Rensselaer Union, Volume 7, Number 4, Rensselaer, Jasper County, 15 October 1874 — HAPS AND MISHAPS. [ARTICLE]

HAPS AND MISHAPS.

—A young Bchool-teacher ofjSteuben, Me , named Nash, was instantly killed recently, while attempting to draw a charge from a gun. —Mrsi Johnson, of New York,, was fatally; injured, the other day, by getting her feet entangled in her skirts and falling down stairs. —Ambrose Palmer, of Sandwich, Vt., was killed a few days ago by falling in front of his loaded'eart while descending, a hill. The cart-wheel cut oil his leg ju<t below tlie thigh, and death ensued in a few moments from loss of blood. —A terrific cloud burst occurred on the Humboldt division of the Central Pacific recently. The track was washed out and an emigrant train drawn by two locomotives went into th«i chasm. Both engineers were instantly killed. No others injured. —lsaac Howland, of Franconia, N. IT., set a loaded gun by the stove to dry and laid down on the floor near it, the other day. The gun was jarred: to a fall, and, being discharged, the Contents • entered the left side of Mr. H., inflicting a serious but not fatal wound. —A singular blasting accident occurred lately on the Penobscot River at Green’s Point Ledge, Bangor, Me. Though the blast was some ten feet under water, a rock weighing half a ton was thrown out of the water and struck a sloop a hundred feet distant, breaking the right leg of Mr. E. L. Durgin, and otherwise injuring him. —As Jacob Smith’s wife, child and her sister, of Lyman, Me., were riding out on a recent Sabbath afternoon they came in contact with four oxen in the road. The oxen commenced a fight, rushed into the team, upsetting horse and carriage and landing the occupants under TEe fence. They were all badly bruised, but it was hoped not seriously injured. —While Oscar King and Gursey Milliard,- - aged--respectively eight-and nine years, were playing with a gun recently, at Burlington, N. J., Oscar raised it to his shoulder and aimed it at his friend, asking him if he should shoot. He said “No,” but the gun was discharged, inflicting a wound in the bowels, causing death soon after.

man Sloss, of Tuscumbia, Ala., who shot George F. Long some months ago for defamation of his daughter’s character, has stolen a march on her parents, and married the very man whom her papa favored with thirteen buckshots. Mrs. Sloss, upon arriving too late at the scene of .the ceremony, attempted to follow her husband’s example and shoot her daughter’s choice. —George W. Hall, who had been arrested for stealing at Norwalk, Conn., but escaped, was found in an underguard in front of the side-wheel of a steamer, just before it arrived in New York, the other day’. He had been there on a seat not over six inches wide, and two stet above the water, for forty hours. He was thoroughly drenched by’ the great waves and spray, and when taken off his legs Were swollen, his teeth were rattling like castifllets, and he was. suffering the pangs of hunger.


■ **What the task requires**:
Collect all lines from the listing that include the string "content".

[[ Entries shown open ]]

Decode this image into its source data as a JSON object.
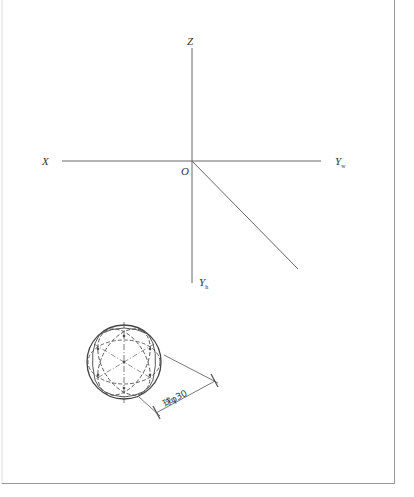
{
  "diagram": {
    "type": "orthographic-projection-axes",
    "axes": {
      "z_label": "Z",
      "x_label": "X",
      "origin_label": "O",
      "yw_label": "Y",
      "yw_sub": "w",
      "yh_label": "Y",
      "yh_sub": "h"
    },
    "sphere": {
      "description": "Axonometric sphere with dashed great circles",
      "dimension_text": "球φ30"
    },
    "colors": {
      "line": "#555555",
      "frame": "#999999",
      "background": "#ffffff"
    }
  }
}
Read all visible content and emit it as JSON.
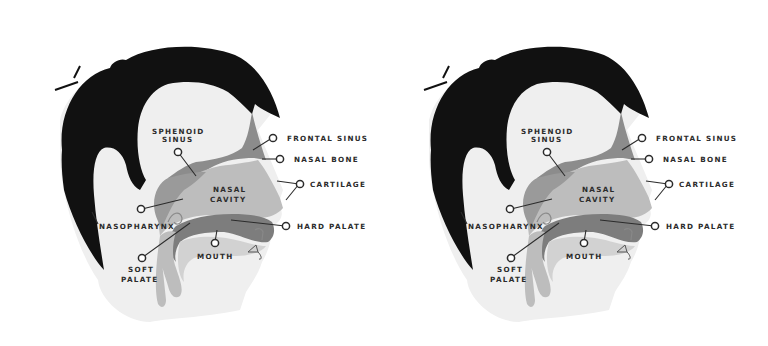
{
  "diagram": {
    "copies": 2,
    "colors": {
      "background": "#ffffff",
      "skin": "#efefef",
      "hair": "#111111",
      "tissue_light": "#bdbdbd",
      "tissue_mid": "#9a9a9a",
      "tissue_dark": "#7d7d7d",
      "label_text": "#2b2b2b"
    },
    "labels": {
      "sphenoid_1": "SPHENOID",
      "sphenoid_2": "SINUS",
      "frontal_sinus": "FRONTAL SINUS",
      "nasal_bone": "NASAL BONE",
      "nasal_cavity_1": "NASAL",
      "nasal_cavity_2": "CAVITY",
      "cartilage": "CARTILAGE",
      "nasopharynx": "NASOPHARYNX",
      "hard_palate": "HARD PALATE",
      "mouth": "MOUTH",
      "soft_palate_1": "SOFT",
      "soft_palate_2": "PALATE"
    }
  }
}
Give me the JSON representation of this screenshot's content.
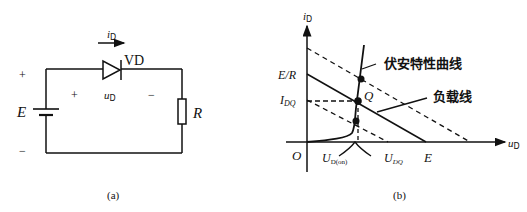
{
  "figure_a": {
    "caption": "(a)",
    "current_label_main": "i",
    "current_label_sub": "D",
    "diode_label": "VD",
    "diode_voltage_main": "u",
    "diode_voltage_sub": "D",
    "diode_plus": "+",
    "diode_minus": "−",
    "source_label": "E",
    "source_plus": "+",
    "source_minus": "−",
    "resistor_label": "R"
  },
  "figure_b": {
    "caption": "(b)",
    "y_axis_main": "i",
    "y_axis_sub": "D",
    "x_axis_main": "u",
    "x_axis_sub": "D",
    "origin_label": "O",
    "y_intercept_label": "E/R",
    "idq_main": "I",
    "idq_sub": "DQ",
    "q_label": "Q",
    "ud_on_main": "U",
    "ud_on_sub": "D(on)",
    "udq_main": "U",
    "udq_sub": "DQ",
    "x_intercept_label": "E",
    "vi_curve_label": "伏安特性曲线",
    "load_line_label": "负载线"
  }
}
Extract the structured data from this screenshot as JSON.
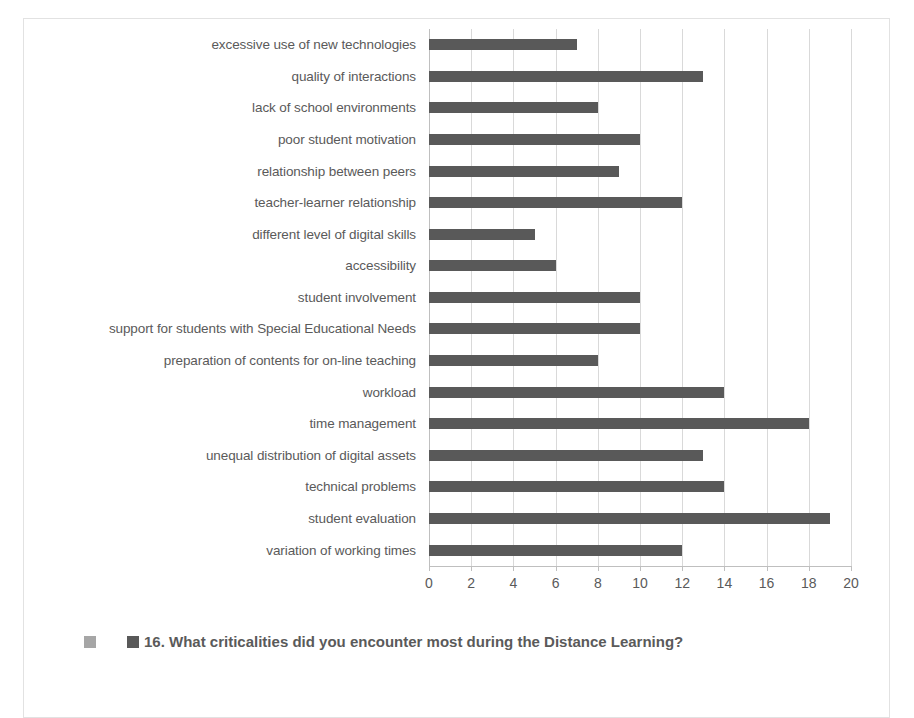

[[ Entries shown closed ]]

■ **Response**:
Read all visible content and emit it as JSON.
Give me the JSON representation of this screenshot's content.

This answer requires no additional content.